| Dr. J.R. Miller | Page 17 |
No teacher can put knowledge into a pupil’s mind, or skill into his hand, save through the pupil’s own striving. Even Christ cannot make our life unanxious save through our own eager desire and seeking. Prayer will help, but prayer alone will not get a child’s lesson for him. Standing before a masterpiece of art in one of the Old World’s galleries, a young artist said to Ruskin: “Ah! If I could put such a dream on canvas!” “Dream on canvas!” growled the critic; “it will take ten thousand touches of the brush on the canvas to make your dream.” Looking at the divine ideal of an unanxious life, as we see it, first in the words and then in the character of Jesus, we are all ready to wish we might realize it. But wishing alone will never lift us up to this holy beauty. We must toil to reach it. It will take ten thousand touches of the brush to put the dream on canvas.
Mere dreaming does little. Chiselled on the tomb of a disappointed, heartbroken king, Joseph II of Austria, in the royal cemetery at Vienna, is this pitiable epitaph: “Here lies a monarch who, with the best intentions, never carried out a single plan.” Not thus can we learn our lesson. Good intentions will do nothing unless they are wrought into deeds and into character. Better far was the spirit of Joan of Arc, who, when asked the secret of the victoriousness of her famous white standard, replied: “I said to it, ‘Go boldly among the English, and then I followed it myself.” Thus only can we win the splendor of a life without worry. We must have our good intentions, and send them forward like white banners, but we must follow them ourselves. We must put our dreams into beautiful life.
Thus day by day, “no day without a line,” we may get the lesson learned. Christ will help us if we try in His name. As we go forward, He will make the struggle easier for us. He will make the dreams come true as we strive to make them real.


Aim of the exercise: In the records below, find the line containing "Detect *human body*" and print it and every line after it exactly, through the end. Skip pictures.

Stored items from a collection
----------------

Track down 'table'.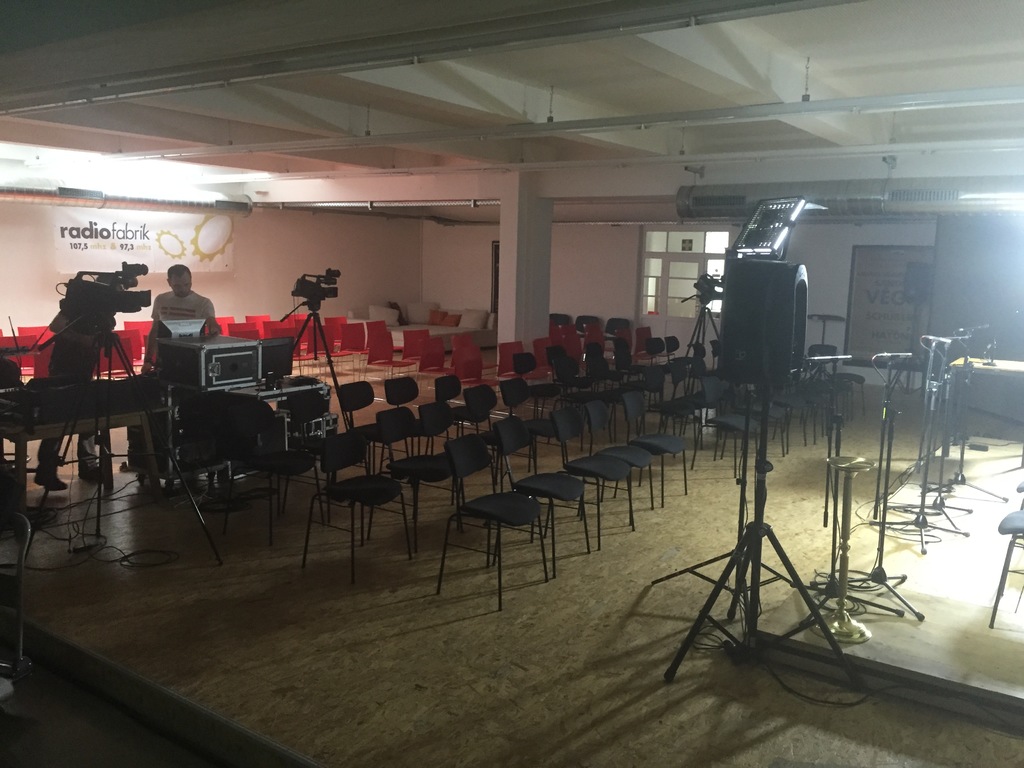
Tracked to {"left": 953, "top": 355, "right": 1023, "bottom": 429}.
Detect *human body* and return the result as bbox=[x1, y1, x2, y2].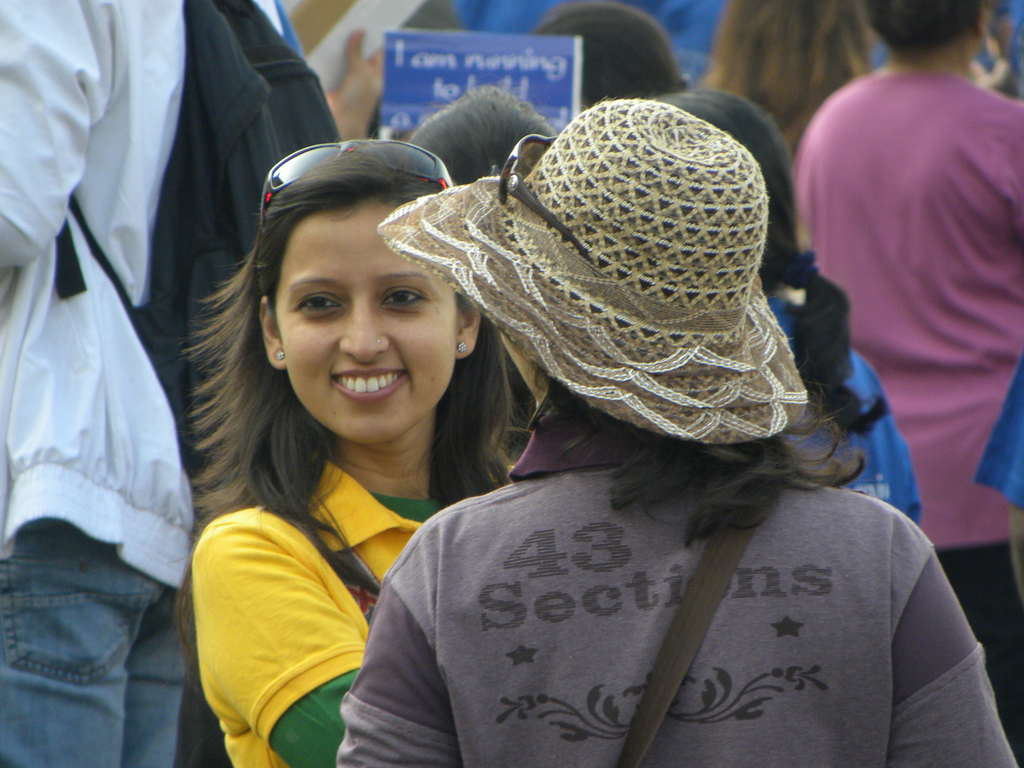
bbox=[788, 0, 1023, 575].
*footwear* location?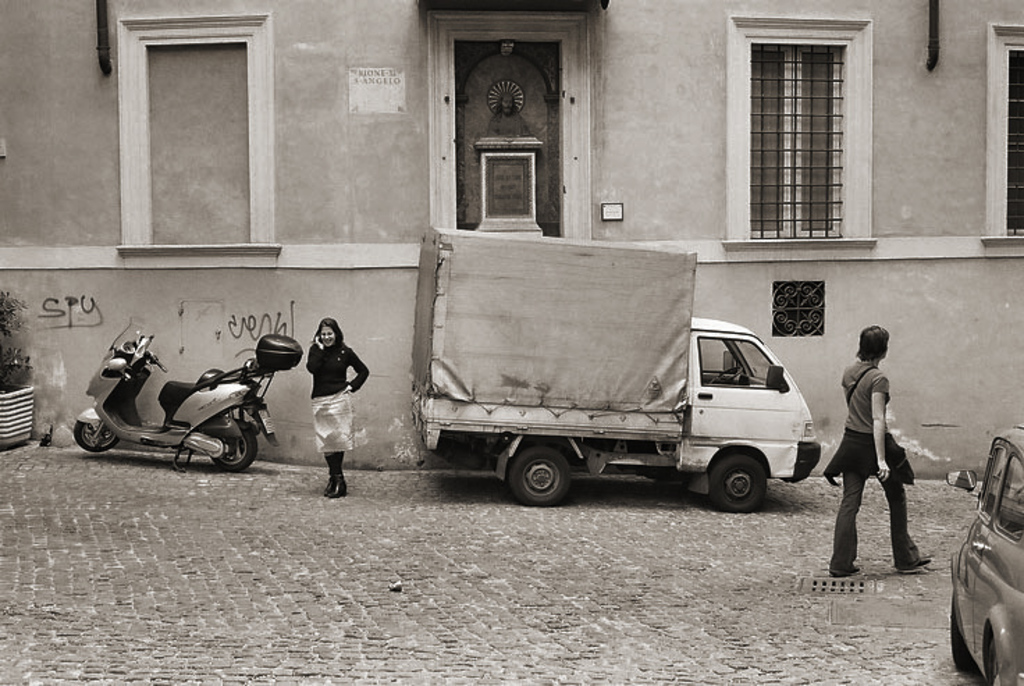
x1=900 y1=557 x2=935 y2=572
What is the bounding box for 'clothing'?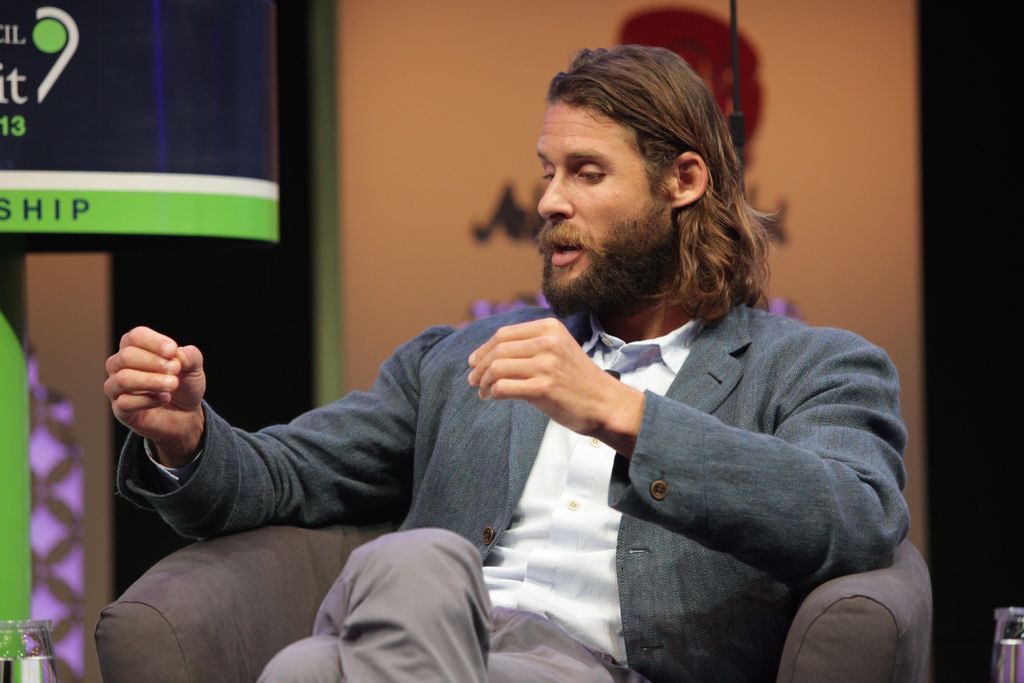
locate(111, 309, 931, 682).
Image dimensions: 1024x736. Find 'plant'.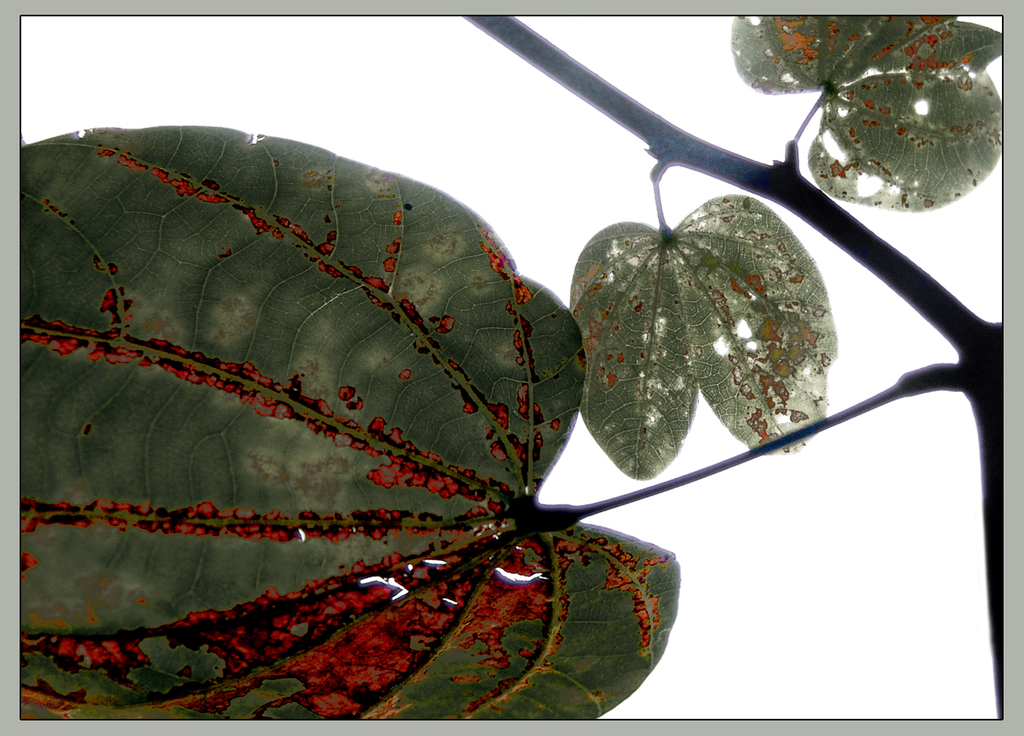
(20, 15, 1004, 718).
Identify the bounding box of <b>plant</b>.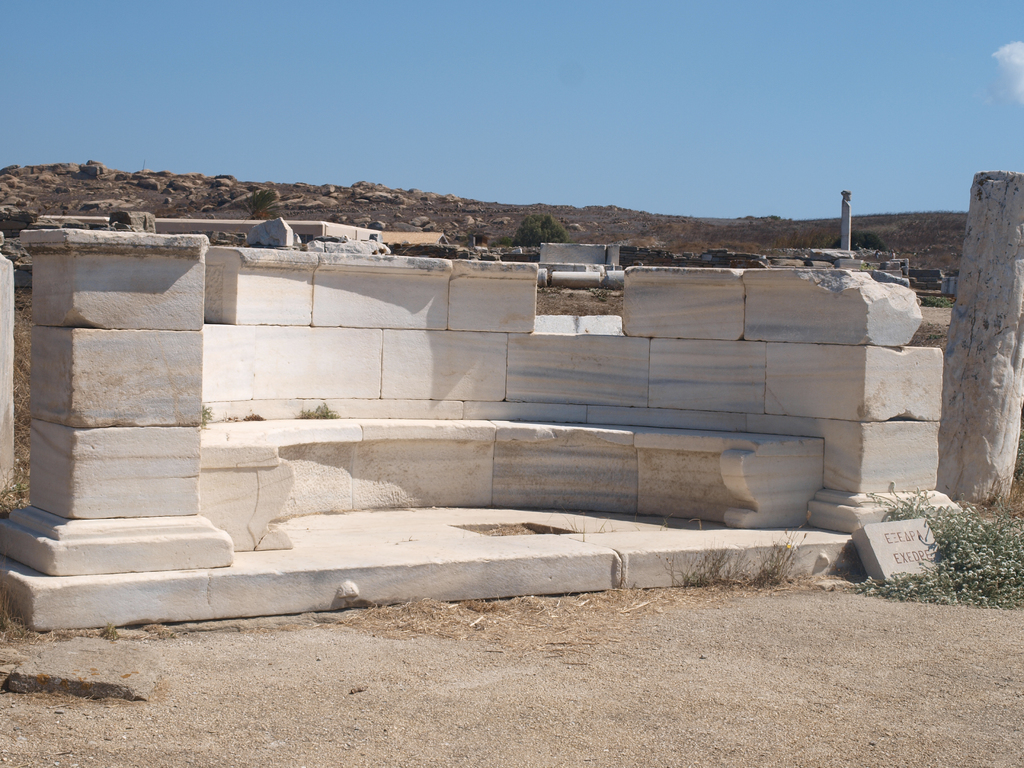
l=97, t=621, r=117, b=643.
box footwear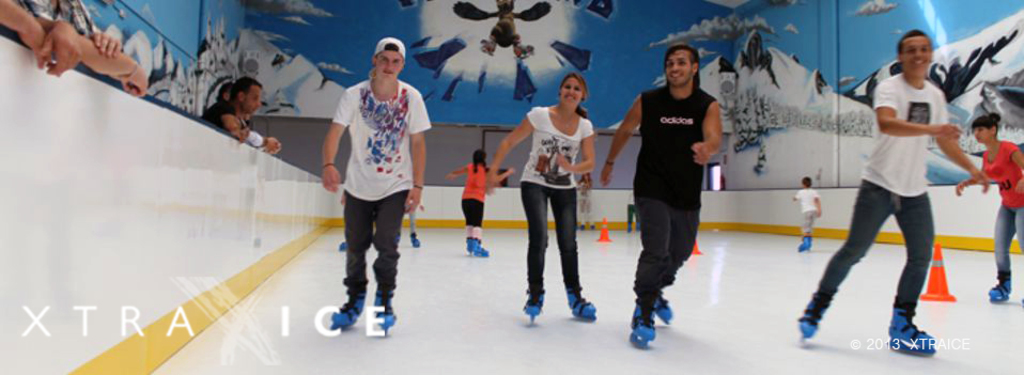
region(794, 304, 816, 337)
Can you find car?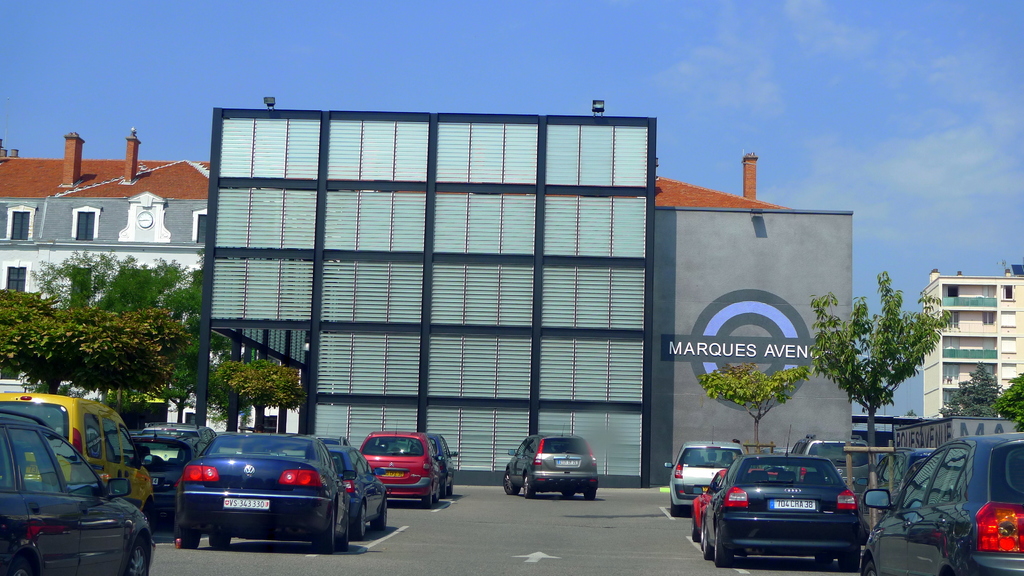
Yes, bounding box: [504, 435, 591, 499].
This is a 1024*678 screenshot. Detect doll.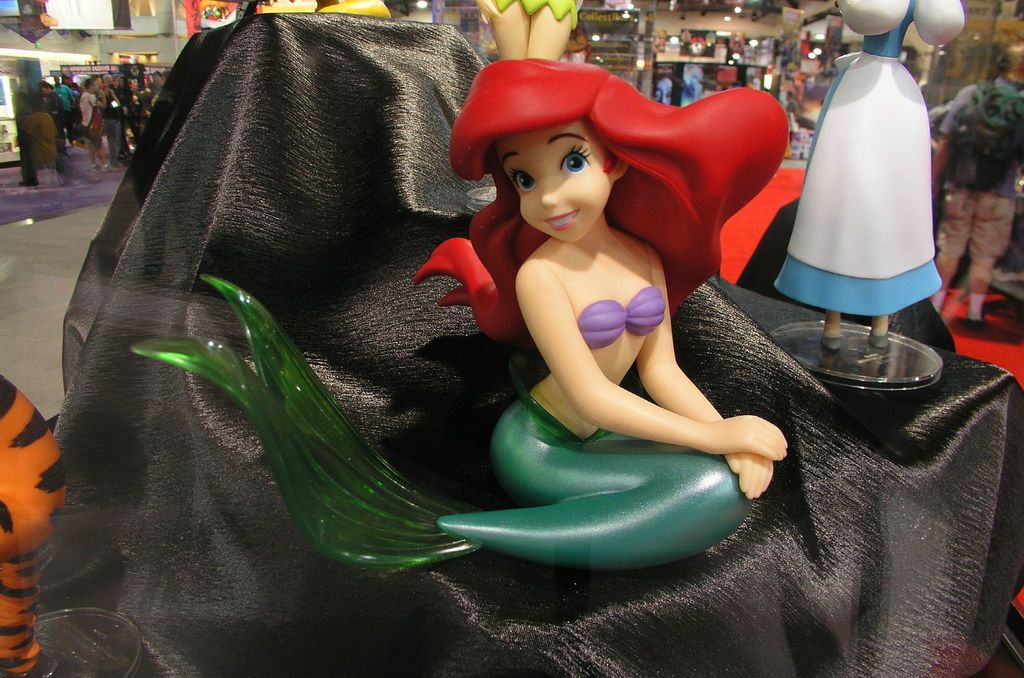
crop(476, 0, 586, 63).
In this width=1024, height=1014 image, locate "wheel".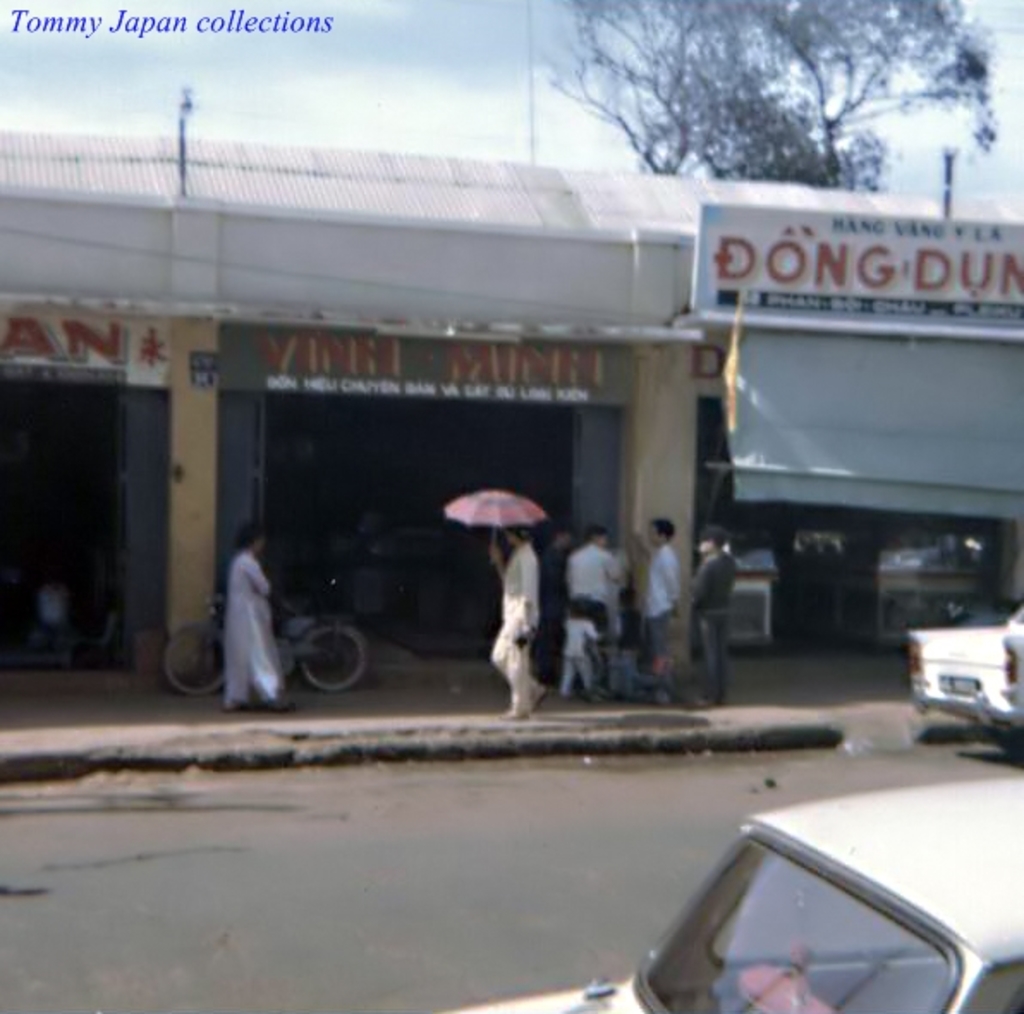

----------------

Solution for this exercise:
Detect *human body* and return the result as bbox=[x1, y1, x2, y2].
bbox=[788, 0, 1023, 575].
*footwear* location?
x1=900 y1=557 x2=935 y2=572
What is the bounding box for 'clothing'?
locate(111, 309, 931, 682).
Image dimensions: 1024x736. Find 'plant'.
(20, 15, 1004, 718).
Identify the bounding box of <b>plant</b>.
l=97, t=621, r=117, b=643.
box footwear
region(794, 304, 816, 337)
Can you find car?
Yes, bounding box: [504, 435, 591, 499].
This is a 1024*678 screenshot. Detect doll.
crop(476, 0, 586, 63).
In this width=1024, height=1014 image, locate "wheel".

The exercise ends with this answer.